Biden's juggling act on Israel, always a challenge for a U.S. president, is especially difficult given that Democrats are no longer solidly in Israel's corner
President Joe Biden speaks with Reps. Rashida Tlaib (D-Mich.), left, and Debbie Dingell (D-Mich.), right, upon his arrival in Detroit on Tuesday, May, 18, 2021. Biden was confronted on Tuesday by Tlaib over his support for Israel amid the violence in Gaza. Image: Doug Mills/The New York Times
WASHINGTON — President Joe Biden has maintained his public support toward Israel even as he adopted a somewhat sharper private tone with Prime Minister Benjamin Netanyahu, a calculus shaped by Biden’s longtime relationship with the Israeli leader as well as by growing hopes that Israel’s military operations against Hamas are nearing an end.
In a phone call Monday, Biden warned Netanyahu that he could fend off criticism of the Gaza strikes for only so long, according to two people familiar with the call. That conversation was said to be significantly stronger than an official summary released by the White House. It affirmed Israel’s right to self-defense and did not repeat calls by many congressional Democrats for an immediate cease-fire.
That phone call and others since the fighting started last week reflect Biden and Netanyahu’s complicated 40-year relationship. It began when Netanyahu was the deputy chief of mission at the Israeli Embassy in Washington and Biden was a young senator with a passion for foreign affairs. Since then, they have rarely seen eye to eye but have forged an occasionally chummy working relationship through seven U.S. presidencies — Netanyahu has been prime minister for four of them — and raging political battles over the Iran nuclear deal and Israeli settlement policy.
Today, that relationship is as complicated as ever. Biden’s juggling act on Israel, always a challenge for a U.S. president, is especially difficult given that Democrats are no longer solidly in Israel’s corner.
Middle East experts and former U.S. officials say that many of Biden’s calculations are rooted in a different era of U.S.-Israeli relations — when Israel’s security concerns commanded far more attention than Palestinian grievances — and that his approach has less to do with the military situation on the ground than with domestic politics and his broader foreign policy agenda, including nuclear talks with Iran.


> _What you will do_:
Without carrying over a single picture, write out the records below exactly.

(Dataset entries on figures)
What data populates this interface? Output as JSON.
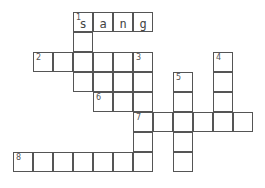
{
  "puzzle": {
    "cell_size": 20,
    "origin_x": 13,
    "origin_y": 12,
    "cells": [
      {
        "c": 3,
        "r": 0,
        "num": "1",
        "letter": "s"
      },
      {
        "c": 4,
        "r": 0,
        "letter": "a"
      },
      {
        "c": 5,
        "r": 0,
        "letter": "n"
      },
      {
        "c": 6,
        "r": 0,
        "letter": "g"
      },
      {
        "c": 3,
        "r": 1
      },
      {
        "c": 1,
        "r": 2,
        "num": "2"
      },
      {
        "c": 2,
        "r": 2
      },
      {
        "c": 3,
        "r": 2
      },
      {
        "c": 4,
        "r": 2
      },
      {
        "c": 5,
        "r": 2
      },
      {
        "c": 6,
        "r": 2,
        "num": "3"
      },
      {
        "c": 10,
        "r": 2,
        "num": "4"
      },
      {
        "c": 3,
        "r": 3
      },
      {
        "c": 4,
        "r": 3
      },
      {
        "c": 5,
        "r": 3
      },
      {
        "c": 6,
        "r": 3
      },
      {
        "c": 8,
        "r": 3,
        "num": "5"
      },
      {
        "c": 10,
        "r": 3
      },
      {
        "c": 4,
        "r": 4,
        "num": "6"
      },
      {
        "c": 5,
        "r": 4
      },
      {
        "c": 6,
        "r": 4
      },
      {
        "c": 8,
        "r": 4
      },
      {
        "c": 10,
        "r": 4
      },
      {
        "c": 6,
        "r": 5,
        "num": "7"
      },
      {
        "c": 7,
        "r": 5
      },
      {
        "c": 8,
        "r": 5
      },
      {
        "c": 9,
        "r": 5
      },
      {
        "c": 10,
        "r": 5
      },
      {
        "c": 11,
        "r": 5
      },
      {
        "c": 6,
        "r": 6
      },
      {
        "c": 8,
        "r": 6
      },
      {
        "c": 0,
        "r": 7,
        "num": "8"
      },
      {
        "c": 1,
        "r": 7
      },
      {
        "c": 2,
        "r": 7
      },
      {
        "c": 3,
        "r": 7
      },
      {
        "c": 4,
        "r": 7
      },
      {
        "c": 5,
        "r": 7
      },
      {
        "c": 6,
        "r": 7
      },
      {
        "c": 8,
        "r": 7
      }
    ]
  }
}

> _Exercise solution_:
What data populates this interface? Output as JSON.
{
  "puzzle": {
    "cell_size": 20,
    "origin_x": 13,
    "origin_y": 12,
    "cells": [
      {
        "c": 3,
        "r": 0,
        "num": "1",
        "letter": "s"
      },
      {
        "c": 4,
        "r": 0,
        "letter": "a"
      },
      {
        "c": 5,
        "r": 0,
        "letter": "n"
      },
      {
        "c": 6,
        "r": 0,
        "letter": "g"
      },
      {
        "c": 3,
        "r": 1
      },
      {
        "c": 1,
        "r": 2,
        "num": "2"
      },
      {
        "c": 2,
        "r": 2
      },
      {
        "c": 3,
        "r": 2
      },
      {
        "c": 4,
        "r": 2
      },
      {
        "c": 5,
        "r": 2
      },
      {
        "c": 6,
        "r": 2,
        "num": "3"
      },
      {
        "c": 10,
        "r": 2,
        "num": "4"
      },
      {
        "c": 3,
        "r": 3
      },
      {
        "c": 4,
        "r": 3
      },
      {
        "c": 5,
        "r": 3
      },
      {
        "c": 6,
        "r": 3
      },
      {
        "c": 8,
        "r": 3,
        "num": "5"
      },
      {
        "c": 10,
        "r": 3
      },
      {
        "c": 4,
        "r": 4,
        "num": "6"
      },
      {
        "c": 5,
        "r": 4
      },
      {
        "c": 6,
        "r": 4
      },
      {
        "c": 8,
        "r": 4
      },
      {
        "c": 10,
        "r": 4
      },
      {
        "c": 6,
        "r": 5,
        "num": "7"
      },
      {
        "c": 7,
        "r": 5
      },
      {
        "c": 8,
        "r": 5
      },
      {
        "c": 9,
        "r": 5
      },
      {
        "c": 10,
        "r": 5
      },
      {
        "c": 11,
        "r": 5
      },
      {
        "c": 6,
        "r": 6
      },
      {
        "c": 8,
        "r": 6
      },
      {
        "c": 0,
        "r": 7,
        "num": "8"
      },
      {
        "c": 1,
        "r": 7
      },
      {
        "c": 2,
        "r": 7
      },
      {
        "c": 3,
        "r": 7
      },
      {
        "c": 4,
        "r": 7
      },
      {
        "c": 5,
        "r": 7
      },
      {
        "c": 6,
        "r": 7
      },
      {
        "c": 8,
        "r": 7
      }
    ]
  }
}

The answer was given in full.